Surrey NanoSystems, a University of Surrey spin-out working on a low-temperature growth process for carbon nanotubes, has secured second round funding of £2.5m

Surrey NanoSystems was established in 2006 as a spin-out from the University of Surrey’s Advanced Technology Institute (ATI) to develop intellectual property which supports the fabrication of carbon nanotubes at low temperature.

The company developed a platform called NanoGrowth which creates conditions for the growth of precision carbon nanotubes at both the temperatures and densities needed for CMOS process technology.

The company is now optimising its technology for the mass-volume manufacturing environment, by scaling the hardware and refining and scaling the materials processing technology.

The new funding will allow Surrey NanoSystems to scale the materials growth technology from its current 100mm wafer size capability to the 300mm sizes used in commercial wafer fabrication plants.

"The semiconductor industry urgently needs a new interconnection technology.
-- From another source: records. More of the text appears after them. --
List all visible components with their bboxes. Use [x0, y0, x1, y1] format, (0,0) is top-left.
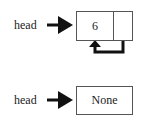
- head-label-2: head: [14, 93, 37, 107]
- node-value-text: 6: [76, 19, 114, 33]
- node-next-cell: [113, 11, 133, 41]
- none-text: None: [76, 93, 133, 107]
- head-label-1: head: [14, 18, 37, 32]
If you can solve the problem of growing precision carbon nanotubes at silicon-friendly temperatures - and we have - it opens up a massive potential market," said Ben Jensen, CTO of Surrey NanoSystems. 

Traditional copper interconnections used in IC fabrication, is starting to face technical difficulties as the geometry sizes of ICs shrink. 

The belief is that carbon nanotubes can be structured to act as extremely efficient conductors, but conventionally-grown nanotubes require temperatures of around 700 degrees C, which is not practical for semiconductor processing.

Surrey NanoSystems’ fabrication process allows carbon nanotube structures to be grown at silicon-friendly processing temperatures of 350 degrees C or less. 

"We expect to be the company that is able to offer a viable new interconnection process for high-volume semiconductor fabrication, one that really exploits the incredible performance properties of carbon nanotubes," said Jensen.

Surrey NanoSystems is also pursuing technology partnerships with both semiconductor manufacturers and volume cluster tool suppliers.

Investors include the University of Surrey, Octopus Ventures and IP Group.